From 1963, she studied Romance languages at Vienna University and spent two years in Romania before earning a doctorate in Romanian linguistics in 1973.
After spending her childhood years mainly in Costa Rica and the Austrian Tyrol, she worked in England for a year when she was 17 and then went on to Italy. In 1957, she returned to Austria to further her education. After completing her studies, Kerschbaumer worked as a translator, mainly from Spanish.
Her first novel, Der Schwimmer (The Swimmer) was published in 1976, describing how inmates tried to escape from an institution in Franco"s Spain.
In 1980, she gained fame by publishing Der weibliche Name des Widerstands (The Feminine Name of Resistance) consisting of seven fictional accounts of women in Nazi concentration camps. Her third work, Schwestern (Sisters, 1982) is a novel tracing the experiences of several generations of an Austrian family as the events of the 20th century affect their lives.

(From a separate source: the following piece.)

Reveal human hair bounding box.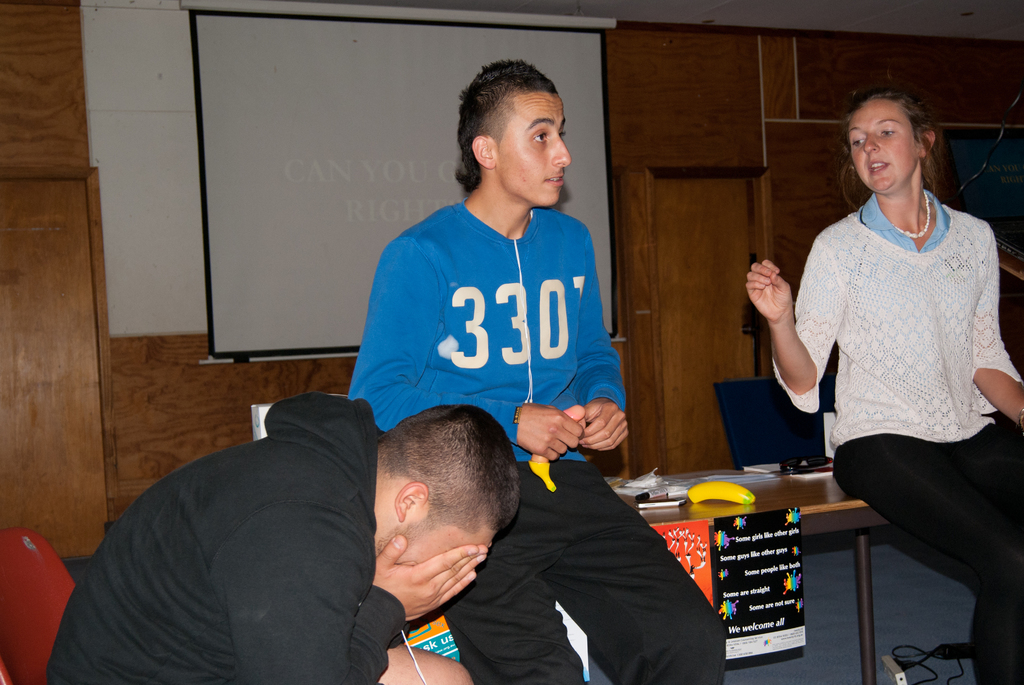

Kerschbaumer has also written plays which have been well received on Austrian radio but have not been published. From 1992 to 2000, she wrote the three novels of the Die Fremde series, an autobiographical trilogy tracing the life of a girl born in the Austrian alps, who goes to France and England before studying Italian language and art in Tuscany.
Her most recent work, Wasser und Wind (Water and Wind, 2006) is a collection of poems written from 1988 and 2005.
Her mainly fictional works present the horrors of Fascism, especially the repression of minorities.